This exercise is written using JavaScript (Node.js/Express with modern front-end technologies)
for Visual Studio 2022.
This assumes:
- ASP (Classic) is deprecated, so we migrate to a modern Express.js-based server.
- Database interaction should be handled using Node.js and an ORM (like Sequelize for SQL databases or MongoDB for NoSQL).
- The front-end uses HTML, JavaScript (client-side), and AJAX for database interaction.
1. Setting Up a Modern Node.js Server (Express):
This replaces "ASP server-side processing" with a REST API.
Step 1: Install Dependencies:
Open a terminal in Visual Studio 2022: and run:
npm init -y
npm install express mysql2 sequelize ejs
Step 2: Create `server.js` (Express API):
This file serves the :BookRecords API:.
const express = require('express');
const { Sequelize, DataTypes } = require('sequelize');
// Initialize Express app
const app = express();
const PORT = 3000;
// Setup database connection (Replace with actual credentials)

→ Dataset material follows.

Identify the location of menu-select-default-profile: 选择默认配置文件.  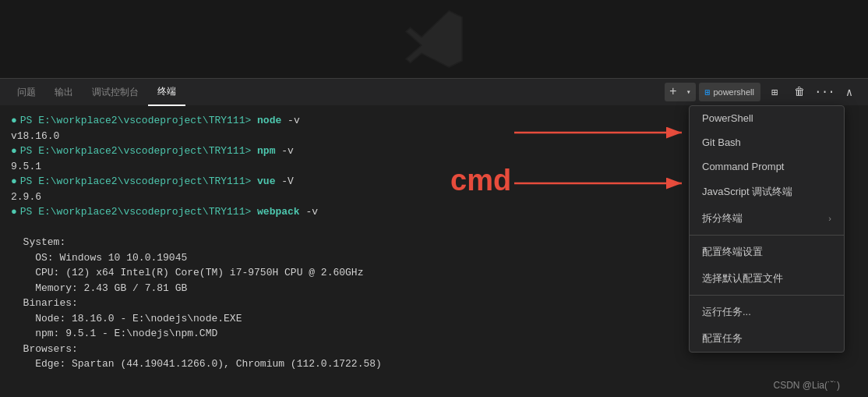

const sequelize = new Sequelize('bigbookdb', 'username', 'password', {
host: 'localhost',
dialect: 'mysql'
});
// Define BookRecords Model
const BookRecords = sequelize.define('BookRecords', {
id: { type: DataTypes.INTEGER, primaryKey: true, autoIncrement: true },
title: { type: DataTypes.STRING },
author: { type: DataTypes.STRING }
}, { timestamps: false });
// Middleware
app.use(express.static('public'));
app.use(express.json());
app.set('view engine', 'ejs');
// Route to fetch book records
app.get('/books', async (req, res) => {
try {
const books = await BookRecords.findAll();
res.json(books);
} catch (error) {
res.status(500).json({ error: "Database error" });
}
});
// Serve the HTML page
app.get('/', (req, res) => {
res.render('index');
});
// Start the server
app.listen(PORT, () => console.log(`Server running on http://localhost:${PORT}`));
2. Creating the Front-End (Client-Side JavaScript):
This replaces :ASP-generated HTML with JavaScript (AJAX) for dynamic content.:
Step 3: Create `views/index.ejs`:
This serves as the :HTML front-end with JavaScript:.
<!DOCTYPE html>
<html lang="en">
<head>
<meta charset="UTF-8">
<meta name="viewport" content="width=device-width, initial-scale=1.0">
<title>Book Records</title>
<script defer src="/script.js"></script>
</head>
<body>
<h1>Book Records</h1>
<table border="1">
<thead>
<tr>
<th>ID</th>
<th>Title</th>
<th>Author</th>
</tr>
</thead>
<tbody id="bookTableBody"></tbody>
</table>
</body>
</html>
3. Fetching Data with JavaScript (AJAX):
Step 4: Create `public/script.js`:
This JavaScript :fetches data from the Node.js API:.
document.addEventListener('DOMContentLoaded', () => {
fetch('/books')
.then(response => response.json())
.then(data => {
const tableBody = document.getElementById('bookTableBody');
data.forEach(book => {
let row = document.createElement('tr');
row.innerHTML = `${book.id} | ${book.title} | ${book.author} | `;
tableBody.appendChild(row);
});
})
.catch(error => console.error('Error fetching books:', error));
});
Summary of Improvements:
Next Steps:
- If using SQL Server instead of MySQL, install
mssql
instead of mysql2
.
- If requiring authentication, implement
express-session
for user management.
- If needing pagination/search, extend the API with query parameters.